Different datasets show different magnitudes: EudraVigilance found psychiatric events to be a small fraction (1.18%) of reports for the three drugs combined [1]. The FDA‑system study reported a modest overall association for GLP‑1 RAs (ROR 1.62) but the signal for tirzepatide specifically was weaker and not statistically significant in that analysis (RORtirzepatide = 1.18, 95% CI = 0.92–1.51, p = 0.1904) [3] [9]. Reviews emphasize that spontaneous reporting lacks denominators and confounder data, so incident rates and causality remain unresolved [5] [2].

6. Competing hypotheses and hidden drivers to consider

Available sources outline several alternative explanations: psychiatric symptoms may reflect underlying mental‑health vulnerability, psychosocial reactions to rapid weight change, off‑label or compounded dosing errors, or biased reporting driven by media attention and regulatory scrutiny [7] [8] [5]. Authors explicitly warn that observational and pharmacovigilance designs limit causal inference and that reports can come from varied geographies with unknown denominators [5] [2].

7. Practical takeaways for clinicians and patients

Current evidence shows psychiatric AEs have been reported with tirzepatide but are uncommon in passive reporting systems and not proven causal; randomized trials have not specifically measured psychiatric endpoints for tirzepatide [1] [2]. Clinicians should screen for prior mood disorder or suicidal history (trial exclusions and label warnings noted), counsel patients about behavioral changes after starting therapy, and report emergent psychiatric symptoms to pharmacovigilance systems to improve signal detection [8] [5].

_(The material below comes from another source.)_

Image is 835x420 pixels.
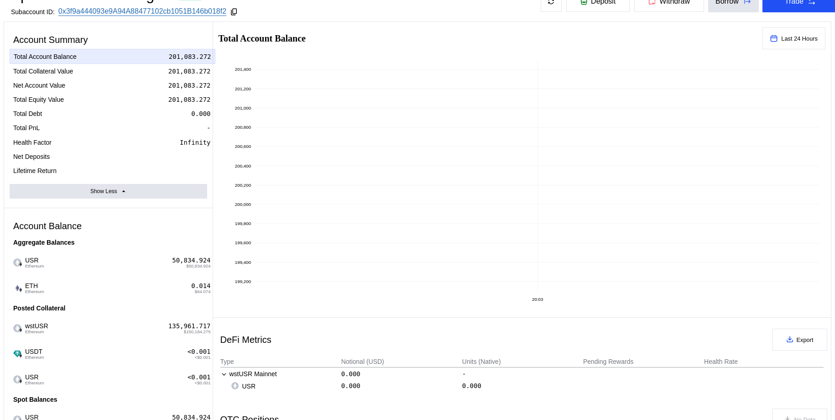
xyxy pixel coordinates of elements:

Limitations and missing pieces: none of the cited sources includes a randomized trial designed to measure suicidality with tirzepatide, and available reporting systems cannot provide incidence rates or definitive causation [2] [5].

Want to dive deeper?
What psychiatric side effects are reported in clinical trials of tirzepatide?
Is there an increased risk of depression or suicidal ideation with tirzepatide compared to placebo?
How do regulatory agencies (FDA, EMA) warn about mental health risks for tirzepatide?
Are there case reports or real-world studies linking tirzepatide to mood changes or suicidality?
How should clinicians monitor and manage psychiatric symptoms in patients taking tirzepatide?